Congenital Cytomegalovirus Infection Diagnosed Via Dried Blood Spots
By LabMedica International staff writers
Posted on 22 Aug 2019
Cytomegalovirus is the leading cause of congenital infection (cCMV) affecting up to 0.8% of newborns in high-income countries and is the most common cause of non-genetic deafness in childhood. A wide range of diseases diagnosed either at birth or in childhood, has been correlated to cCMV infection.Posted on 22 Aug 2019
The diagnosis of cCMV infection can be achieved by the examination of salivary/urinary samples collected within the first 2–3 weeks of age as the results of newborn hearing screening program (NHSP). After this early period of life, it is possible to distinguish between congenital and acquired CMV infection just by examining the Dried Blood Spot (DBS) samples on the ‘Guthrie’ cards that are universally collected within three days from the birth.
Medical scientists at the Università degli Studi di Milano (Milan, Italy) collected DBS samples from children with a diagnosis of deafness that were retrieved from the regional neonatal screening center and tested for CMV between January 1, 2014, and December 31, 2018. DBS samples were processed by two separate in-house steps consisting of DNA extraction from the DBS samples by a heat-extraction-method, followed by amplification of a fragment of the CMV genome using a nested-polymerase chain reaction. The lower limit of detection of the CMV-DBS test was 400 CMV-DNA copies/mL.
The investigators reported that overall, 82 children were included with a median age of 3.4 months; (lower-upper quartiles: 2–5.3 months; males: 60.9%). Most of them (70.7%) presented bilateral hearing loss with a symmetrical pattern in 79.3% of the cases. Auditory Brainstem Responses (ABR) thresholds were ≥ 70 dB HL (severe/profound deafness) in 46.5% of children. Among all tested children, 6.1% resulted positive for cCMV. The rate of severe/profound deafness was statistically higher in children with cCMV infection.
The authors concluded that the addition of DBS-test to the NHSP allowed the identification, in their first months of life, of a cCMV infection in 6.1% of children who had failed NHS. The introduction of a targeted CMV screening strategy could help clinicians in the differential diagnosis and in the babies’ management. DBS samples can be considered a “universal newborns biobank”: their storage site and duration should be the subject of political decision-making. The study was published on July 22, 2019, in the journal BMC Infectious Diseases.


» **TO DO**: Word-for-word transcription needed. Include every entry below but no pictures.

** Opening DATA SUPPLIED block **

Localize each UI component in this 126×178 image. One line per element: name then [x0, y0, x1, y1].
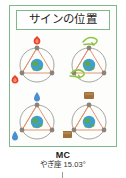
caption-mc-label: MC	[0, 150, 126, 160]
orbit-node	[20, 71, 25, 76]
orbit-node	[20, 128, 25, 133]
page-title: サインの位置	[29, 14, 97, 26]
soil-block-icon	[84, 92, 94, 99]
quadrant-grid	[11, 32, 115, 145]
flame-icon	[34, 36, 41, 44]
caption-sign-position: やぎ座 15.03°	[0, 160, 126, 169]
orbit-node	[87, 46, 92, 51]
diagram-panel: サインの位置	[9, 5, 117, 147]
orbit-diagram-earth	[72, 103, 107, 139]
earth-globe	[83, 59, 95, 71]
wind-swirl-icon	[83, 38, 97, 46]
orbit-node	[35, 103, 40, 108]
orbit-node	[50, 128, 55, 133]
figure-title-box: サインの位置	[16, 10, 110, 30]
orbit-node	[72, 128, 77, 133]
water-drop-icon	[12, 131, 18, 140]
earth-globe	[83, 116, 95, 128]
fire-quadrant	[11, 32, 63, 88]
air-quadrant	[63, 32, 115, 88]
earth-quadrant	[63, 89, 115, 145]
orbit-node	[35, 46, 40, 51]
figure-caption: MC やぎ座 15.03°	[0, 150, 126, 169]
orbit-diagram-fire	[20, 46, 55, 82]
flame-icon	[12, 75, 19, 83]
soil-block-icon	[63, 131, 72, 138]
sign-position-figure: サインの位置	[0, 0, 126, 178]
earth-globe	[31, 116, 43, 128]
orbit-node	[50, 71, 55, 76]
caption-tick-mark	[62, 172, 63, 178]
orbit-node	[102, 128, 107, 133]
water-quadrant	[11, 89, 63, 145]
orbit-diagram-water	[20, 103, 55, 139]
orbit-node	[102, 71, 107, 76]
earth-globe	[31, 59, 43, 71]
water-drop-icon	[34, 92, 40, 101]
orbit-node	[87, 103, 92, 108]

** Closing DATA SUPPLIED block **

» **YOUR RESPONSE**:
Localize each UI component in this 126×178 image. One line per element: name then [x0, y0, x1, y1].
caption-mc-label: MC	[0, 150, 126, 160]
orbit-node	[20, 71, 25, 76]
orbit-node	[20, 128, 25, 133]
page-title: サインの位置	[29, 14, 97, 26]
soil-block-icon	[84, 92, 94, 99]
quadrant-grid	[11, 32, 115, 145]
flame-icon	[34, 36, 41, 44]
caption-sign-position: やぎ座 15.03°	[0, 160, 126, 169]
orbit-node	[87, 46, 92, 51]
diagram-panel: サインの位置	[9, 5, 117, 147]
orbit-diagram-earth	[72, 103, 107, 139]
earth-globe	[83, 59, 95, 71]
wind-swirl-icon	[83, 38, 97, 46]
orbit-node	[35, 103, 40, 108]
orbit-node	[50, 128, 55, 133]
figure-title-box: サインの位置	[16, 10, 110, 30]
orbit-node	[72, 128, 77, 133]
water-drop-icon	[12, 131, 18, 140]
earth-globe	[83, 116, 95, 128]
fire-quadrant	[11, 32, 63, 88]
air-quadrant	[63, 32, 115, 88]
earth-quadrant	[63, 89, 115, 145]
orbit-node	[35, 46, 40, 51]
figure-caption: MC やぎ座 15.03°	[0, 150, 126, 169]
orbit-diagram-fire	[20, 46, 55, 82]
flame-icon	[12, 75, 19, 83]
soil-block-icon	[63, 131, 72, 138]
sign-position-figure: サインの位置	[0, 0, 126, 178]
earth-globe	[31, 116, 43, 128]
orbit-node	[50, 71, 55, 76]
caption-tick-mark	[62, 172, 63, 178]
orbit-node	[102, 128, 107, 133]
water-quadrant	[11, 89, 63, 145]
orbit-diagram-water	[20, 103, 55, 139]
orbit-node	[102, 71, 107, 76]
earth-globe	[31, 59, 43, 71]
water-drop-icon	[34, 92, 40, 101]
orbit-node	[87, 103, 92, 108]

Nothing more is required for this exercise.